Recently I have noticed more and more people playing the twitter follow game: a rude, strategy-driven ploy to gain thousands of twitter followers in a matter of days.
Here’s the thing: you’re not fooling anyone.
If you have thousands of followers and only a couple hundred tweets, you’re either playing the twitter follow game or you’re REALLY interesting. If you’re that interesting, you can stop reading now. Thanks for coming out; I’m honoured.
If you’re mostly normal, it will take you some time to build up an authentic, conversational twitter community.
Here’s the respectable way to gain twitter followers:
Either a) I see something you said or found something in your bio and think you’re interesting, so I follow you. You then choose to follow me back or not, or b) you see something I said and think I’m interesting and so you follow me; I may then choose to follow you back. The more you tweet, the more likely I am to find something you say interesting; the reverse is also true.
Over time, as we both tweet interesting things, we grow the number of people who follow us and the number of people we follow.
Here’s the obnoxious follow game I’m talking about:
You follow me, usually as part of a batch follow of hundreds or even thousands of people at once with very little regard to relevance. I get an email in my inbox saying you followed so I check out your profile. You are at least slightly interesting if still a little new to Twitter (you’re not fooling anyone – we can tell by the absence of thousands of tweets) so out of politeness I follow back.
Sounds the same as above, right? WRONG! Here’s the rest of it…
I then get ANOTHER email saying you’re following me.
The thing I didn’t know when I followed you back was that after following ME, YOU then unfollowed, so I would get the email notification but you wouldn’t actually have to count me as one of the (limited) people you follow… then you auto-follow-back only those who followed you back.
It’s EXHAUSTING just thinking about it, and I’m now taking a hard stand against it. If you follow me twice I will deem you totally uninteresting and unfollow whether we have anything in common or not.
Those who want to connect with thousands of irrelevant people just to look important and justify the Social Media Guru titles they are giving themselves are the same people who send auto-responses with craptastic click-my-junk messages that aren’t worth the email they’re sent on. (Thank you Amber Naslund for coining the phrase – very relevant here).
That is not interesting; and it’s not community.
If you really want to build an authentic Twitter community:
- Have a photo on your Twitter Profile.
- Include a bio on your Twitter Profile that actually says something about you – what you do, hobbies, interests.
- If you’re at all inclined with Photoshop or some other such graphic program, build yourself a Twitter background. If you’re not, upload a lifestyle-type photo as a repeating background shot so the rest of Twitter can get a sense of who you are.
- Be yourself; if you try and be someone else it will show. Besides, the coolest thing about Twitter is the fact that the guy who works in insurance, loves dogs and model trains. Passionate about space photography can find other people who share those very same interests or attributes… or at least one or two of them.
- Share things that are interesting to you; if they’re interesting to you, they’ll be interesting to the people who have opted to connect with you (remember you’re being yourself).
- Be choosy about linking to your own stuff. If you must link to each blog entry, please do it without a bot i.e. introduce it to your followers with a note of interest and then for heaven’s sake, don’t tweet it out again. If it is interesting enough, people will RT it for you.
- Reply and Re-Tweet. Please. If I look at your profile and it shows that all you’re doing is musing about life in an endless stream of deep thoughts worthy of SNL circa 1990 without ever responding to anything anyone else says or posts ever, I have zero incentive to follow you back. We all know people who are that self-involved in real life; there’s no need to look for more.
- Grow your network authentically. Watch for good #followfriday listings that share a reason to follow someone – these will usually be from your own network and, therefore, you’ve got a good chance of sharing something in common anyway. Use tools like Twellow or Twitter Grader and find interesting people who share commonalities with you.
- Don’t get hung up on the numbers – friendorfollow.com is evil and doesn’t even deserve a link. There will be people you’ll want to follow who just won’t want to follow you back and that’s okay. Keep following them – don’t let your pride rob you of that information they may be sharing if you want it. Alternatively, some people may want to follow you and you look at their profile and can’t find a single thing to relate to. It’s okay not to follow back. Don’t let your ego be bruised if others feel that way about you – you are most definitely an interesting and unique person and God loves you
I love Twitter. I use it a lot. It’s a very valuable source of information for me and I also use it from a corporate perspective (that’s another post for another day). I want to keep using it and I really do want to connect with other people who share my interests.
I want to connect with corporate marketers (not self-proclaimed social media gurus), moms, adventurous women, snowboarders, runners, Christians, musicians, people living with hemophilia or any combination thereof – the more the better… all these things are in my twitter profile.
If you really have no interest in any of those things, please don’t follow me – that’s what I tweet about.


THE PROBLEM
Locate all lines in the data below that hold "square" and show them.

Records excerpted from a collection

===============

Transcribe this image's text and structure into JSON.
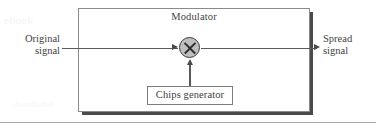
{
  "figure": {
    "type": "block-diagram",
    "background_color": "#ffffff",
    "ink_color": "#3f3f3f",
    "watermark_text": "ebook",
    "watermark_text_2": "downloaded"
  },
  "outer_block": {
    "title": "Modulator",
    "border_color": "#8a8a8a",
    "shadow_color": "#4a4a4a",
    "fill_color": "#ffffff"
  },
  "multiplier": {
    "symbol": "×",
    "icon_name": "multiplier-circle-icon",
    "fill_color": "#bfbfbf",
    "stroke_color": "#3b3b3b"
  },
  "inner_block": {
    "label": "Chips generator",
    "border_color": "#7d7d7d",
    "fill_color": "#ffffff"
  },
  "ports": {
    "input": {
      "line1": "Original",
      "line2": "signal"
    },
    "output": {
      "line1": "Spread",
      "line2": "signal"
    }
  },
  "connectors": {
    "input_arrow_name": "arrow-into-multiplier",
    "output_arrow_name": "arrow-to-spread-signal",
    "chips_arrow_name": "arrow-chips-to-multiplier",
    "line_color": "#5a5a5a"
  }
}
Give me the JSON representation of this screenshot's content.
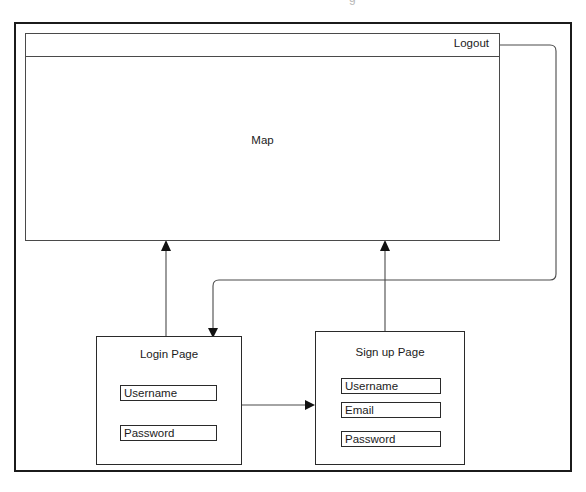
{
  "diagram": {
    "type": "ui-flow-wireframe",
    "clipped_top_glyph": "g",
    "map_window": {
      "titlebar": {
        "logout_label": "Logout"
      },
      "body_label": "Map"
    },
    "pages": [
      {
        "id": "login",
        "title": "Login Page",
        "fields": [
          {
            "label": "Username"
          },
          {
            "label": "Password"
          }
        ]
      },
      {
        "id": "signup",
        "title": "Sign up Page",
        "fields": [
          {
            "label": "Username"
          },
          {
            "label": "Email"
          },
          {
            "label": "Password"
          }
        ]
      }
    ],
    "connectors": [
      {
        "id": "logout-to-login",
        "from": "Logout",
        "to": "Login Page",
        "arrow": "down"
      },
      {
        "id": "login-to-map",
        "from": "Login Page",
        "to": "Map",
        "arrow": "up"
      },
      {
        "id": "signup-to-map",
        "from": "Sign up Page",
        "to": "Map",
        "arrow": "up"
      },
      {
        "id": "login-to-signup",
        "from": "Login Page",
        "to": "Sign up Page",
        "arrow": "right"
      }
    ],
    "colors": {
      "outer_border": "#1b1b1b",
      "box_border": "#2a2a2a",
      "connector": "#4a4a4a",
      "text": "#1b1b1b",
      "background": "#ffffff"
    }
  }
}
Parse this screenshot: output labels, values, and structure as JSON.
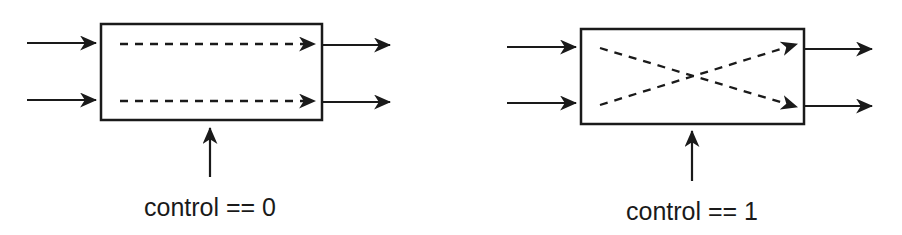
{
  "diagrams": [
    {
      "id": "straight",
      "label": "control == 0",
      "control_value": 0,
      "mode": "pass-through",
      "box": {
        "x": 101,
        "y": 24,
        "w": 221,
        "h": 96
      },
      "inputs": [
        {
          "x1": 27,
          "x2": 96,
          "y": 43
        },
        {
          "x1": 27,
          "x2": 96,
          "y": 100
        }
      ],
      "outputs": [
        {
          "x1": 322,
          "x2": 390,
          "y1": 45,
          "y2": 45
        },
        {
          "x1": 322,
          "x2": 390,
          "y1": 102,
          "y2": 102
        }
      ],
      "internal_paths": [
        {
          "x1": 120,
          "y1": 44,
          "x2": 315,
          "y2": 44
        },
        {
          "x1": 120,
          "y1": 101,
          "x2": 315,
          "y2": 101
        }
      ],
      "control_arrow": {
        "x": 210,
        "y1": 177,
        "y2": 128
      },
      "label_pos": {
        "x": 210,
        "y": 216
      }
    },
    {
      "id": "crossed",
      "label": "control == 1",
      "control_value": 1,
      "mode": "crossover",
      "box": {
        "x": 581,
        "y": 29,
        "w": 223,
        "h": 95
      },
      "inputs": [
        {
          "x1": 507,
          "x2": 576,
          "y": 47
        },
        {
          "x1": 507,
          "x2": 576,
          "y": 103
        }
      ],
      "outputs": [
        {
          "x1": 804,
          "x2": 872,
          "y1": 49,
          "y2": 49
        },
        {
          "x1": 804,
          "x2": 872,
          "y1": 106,
          "y2": 106
        }
      ],
      "internal_paths": [
        {
          "x1": 600,
          "y1": 48,
          "x2": 797,
          "y2": 107
        },
        {
          "x1": 600,
          "y1": 105,
          "x2": 797,
          "y2": 44
        }
      ],
      "control_arrow": {
        "x": 692,
        "y1": 181,
        "y2": 131
      },
      "label_pos": {
        "x": 692,
        "y": 220
      }
    }
  ],
  "colors": {
    "stroke": "#1a1a1a",
    "background": "#ffffff"
  }
}
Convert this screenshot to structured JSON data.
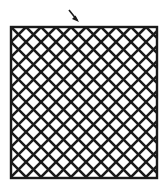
{
  "figure": {
    "canvas": {
      "width": 166,
      "height": 189,
      "background": "#ffffff"
    },
    "square": {
      "name": "outer-square",
      "x": 11,
      "y": 27,
      "width": 146,
      "height": 151,
      "stroke": "#1a1a1a",
      "stroke_width": 2.4,
      "fill": "#ffffff"
    },
    "lattice": {
      "name": "diagonal-lattice",
      "description": "45-degree crosshatch forming a diamond / rhombus net",
      "angle_degrees": 45,
      "stroke": "#1a1a1a",
      "stroke_width": 2.6,
      "contact_spacing": 15,
      "diamond_cell_width": 30,
      "diamond_cell_height": 30,
      "columns": 5,
      "rows": 5,
      "directions": [
        "down-right",
        "down-left"
      ]
    },
    "arrow": {
      "name": "pointer-arrow",
      "label": "",
      "tip_x": 79,
      "tip_y": 22,
      "tail_x": 69,
      "tail_y": 10,
      "direction": "down-right",
      "color": "#1a1a1a",
      "target": "top-edge-of-square"
    }
  }
}
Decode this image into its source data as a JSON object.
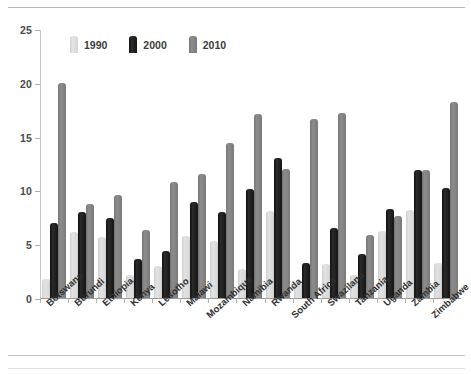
{
  "chart_data": {
    "type": "bar",
    "title": "",
    "subtitle": "",
    "xlabel": "",
    "ylabel": "",
    "ylim": [
      0,
      25
    ],
    "yticks": [
      0,
      5,
      10,
      15,
      20,
      25
    ],
    "grid": false,
    "legend_position": "top-left-inside",
    "categories": [
      "Botswana",
      "Burundi",
      "Ethiopia",
      "Kenya",
      "Lesotho",
      "Malawi",
      "Mozambique",
      "Namibia",
      "Rwanda",
      "South Africa",
      "Swaziland",
      "Tanzania",
      "Uganda",
      "Zambia",
      "Zimbabwe"
    ],
    "series": [
      {
        "name": "1990",
        "color": "#d9d9d9",
        "values": [
          1.8,
          6.1,
          5.7,
          2.1,
          3.0,
          5.8,
          5.3,
          2.7,
          8.1,
          1.5,
          3.2,
          2.1,
          6.2,
          8.2,
          3.3
        ]
      },
      {
        "name": "2000",
        "color": "#1a1a1a",
        "values": [
          7.0,
          8.0,
          7.4,
          3.6,
          4.4,
          8.9,
          8.0,
          10.1,
          13.0,
          3.3,
          6.5,
          4.1,
          8.3,
          11.9,
          10.2
        ]
      },
      {
        "name": "2010",
        "color": "#808080",
        "values": [
          20.0,
          8.7,
          9.6,
          6.3,
          10.8,
          11.5,
          14.4,
          17.1,
          12.0,
          16.6,
          17.2,
          5.9,
          7.6,
          11.9,
          18.2
        ]
      }
    ]
  },
  "legend": {
    "items": [
      {
        "label": "1990",
        "key": "y1990"
      },
      {
        "label": "2000",
        "key": "y2000"
      },
      {
        "label": "2010",
        "key": "y2010"
      }
    ]
  },
  "axis": {
    "y_tick_labels": [
      "25",
      "20",
      "15",
      "10",
      "5",
      "0"
    ]
  }
}
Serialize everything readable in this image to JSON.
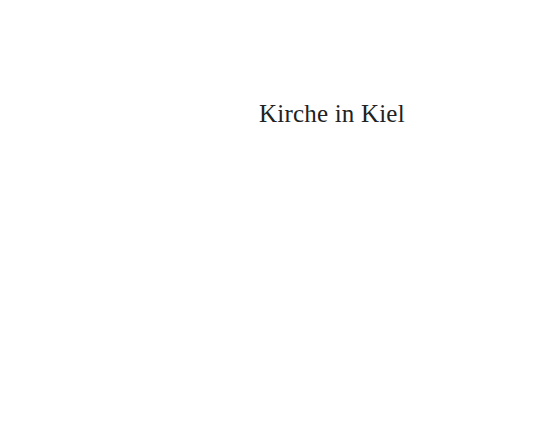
{
  "page": {
    "title": "Kirche in Kiel",
    "background_color": "#ffffff",
    "text_color": "#222222"
  }
}
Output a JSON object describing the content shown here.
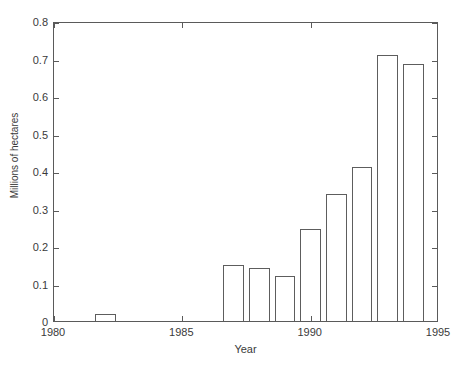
{
  "chart_data": {
    "type": "bar",
    "title": "",
    "xlabel": "Year",
    "ylabel": "Millions of hectares",
    "xlim": [
      1980,
      1995
    ],
    "ylim": [
      0,
      0.8
    ],
    "xticks": [
      1980,
      1985,
      1990,
      1995
    ],
    "xtick_labels": [
      "1980",
      "1985",
      "1990",
      "1995"
    ],
    "yticks": [
      0,
      0.1,
      0.2,
      0.3,
      0.4,
      0.5,
      0.6,
      0.7,
      0.8
    ],
    "ytick_labels": [
      "0",
      "0.1",
      "0.2",
      "0.3",
      "0.4",
      "0.5",
      "0.6",
      "0.7",
      "0.8"
    ],
    "grid": false,
    "legend": false,
    "bar_width_years": 0.8,
    "bar_fill": "#ffffff",
    "bar_edge": "#5d5d5d",
    "axis_color": "#5a5a5a",
    "categories": [
      1982,
      1987,
      1988,
      1989,
      1990,
      1991,
      1992,
      1993,
      1994
    ],
    "values": [
      0.02,
      0.15,
      0.142,
      0.12,
      0.245,
      0.34,
      0.41,
      0.71,
      0.685
    ],
    "bars": [
      {
        "year": 1982,
        "value": 0.02
      },
      {
        "year": 1987,
        "value": 0.15
      },
      {
        "year": 1988,
        "value": 0.142
      },
      {
        "year": 1989,
        "value": 0.12
      },
      {
        "year": 1990,
        "value": 0.245
      },
      {
        "year": 1991,
        "value": 0.34
      },
      {
        "year": 1992,
        "value": 0.41
      },
      {
        "year": 1993,
        "value": 0.71
      },
      {
        "year": 1994,
        "value": 0.685
      }
    ]
  }
}
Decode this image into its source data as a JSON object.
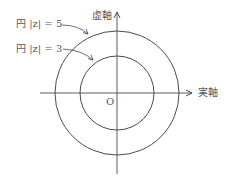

===============

TASK OUTPUT
    "square": {
      "name": "outer-square",
      "target": "top-edge-of-square"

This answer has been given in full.